Work request: Could you retype only the lines from the one containing "This screenshot has width=1403, height=789." through the final line of the entries, both included, skipping any images?

*****

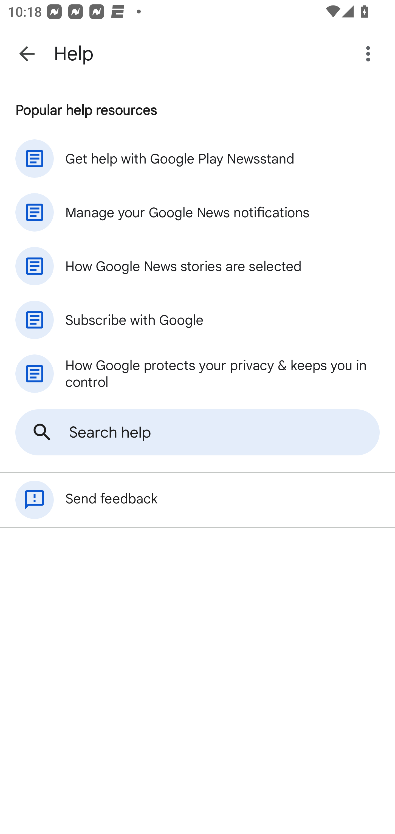 This screenshot has width=395, height=834. Describe the element at coordinates (27, 54) in the screenshot. I see `Navigate up` at that location.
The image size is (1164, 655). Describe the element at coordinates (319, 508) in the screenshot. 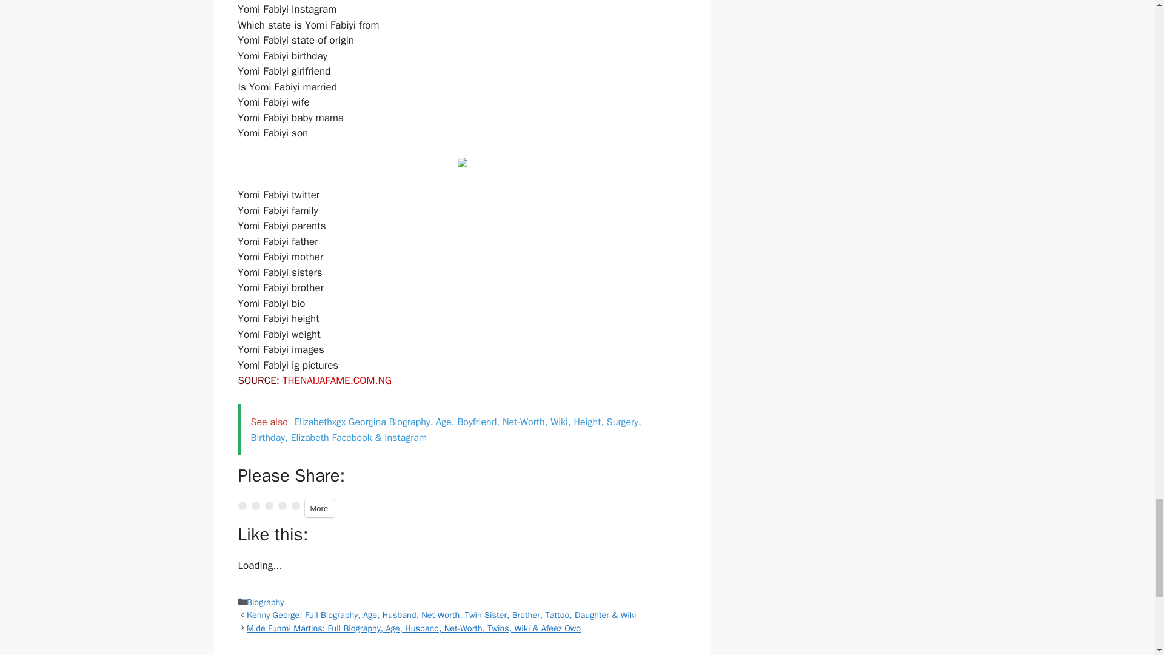

I see `More` at that location.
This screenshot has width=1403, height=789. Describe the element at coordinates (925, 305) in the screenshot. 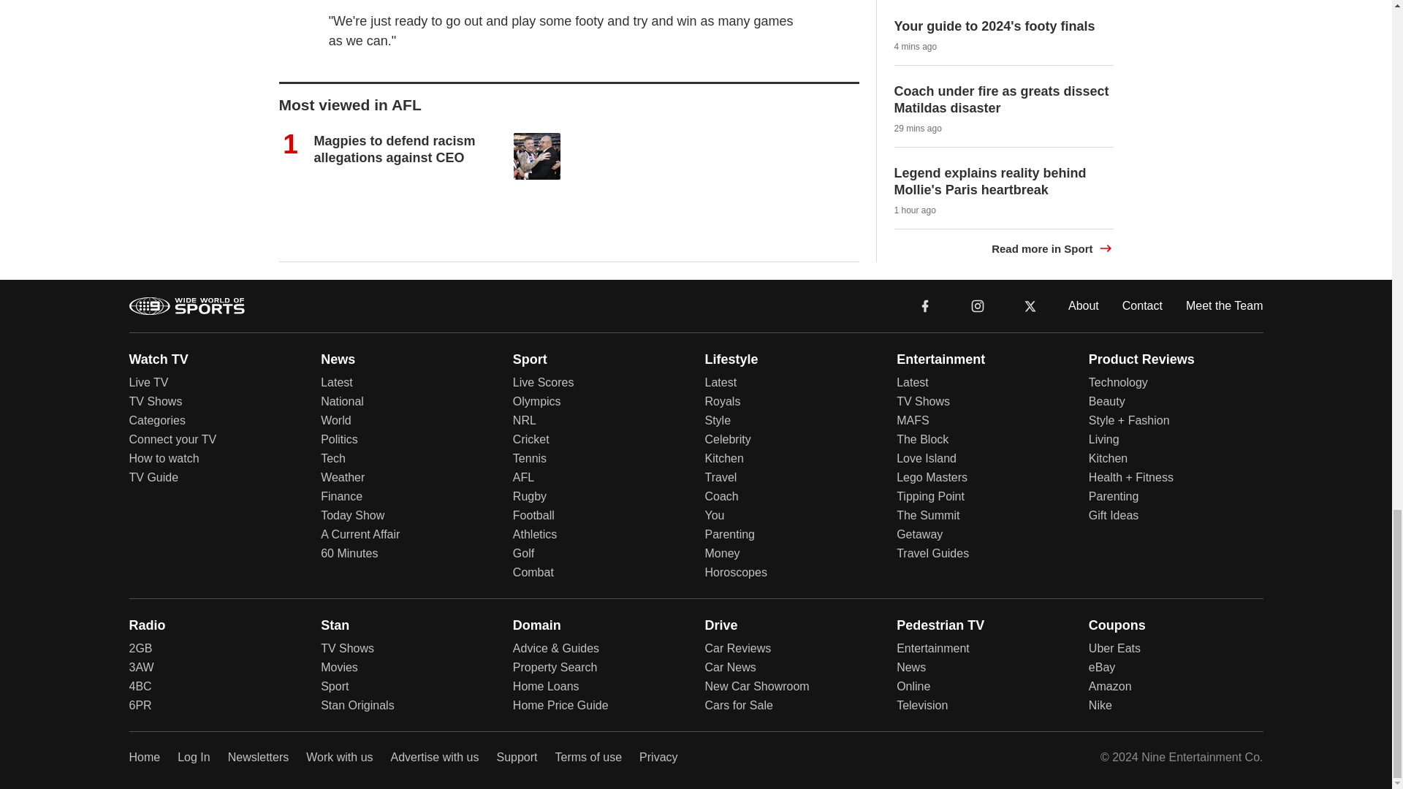

I see `facebook` at that location.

*****

Finished exercise:
This screenshot has width=1403, height=789. Describe the element at coordinates (925, 305) in the screenshot. 

I see `facebook` at that location.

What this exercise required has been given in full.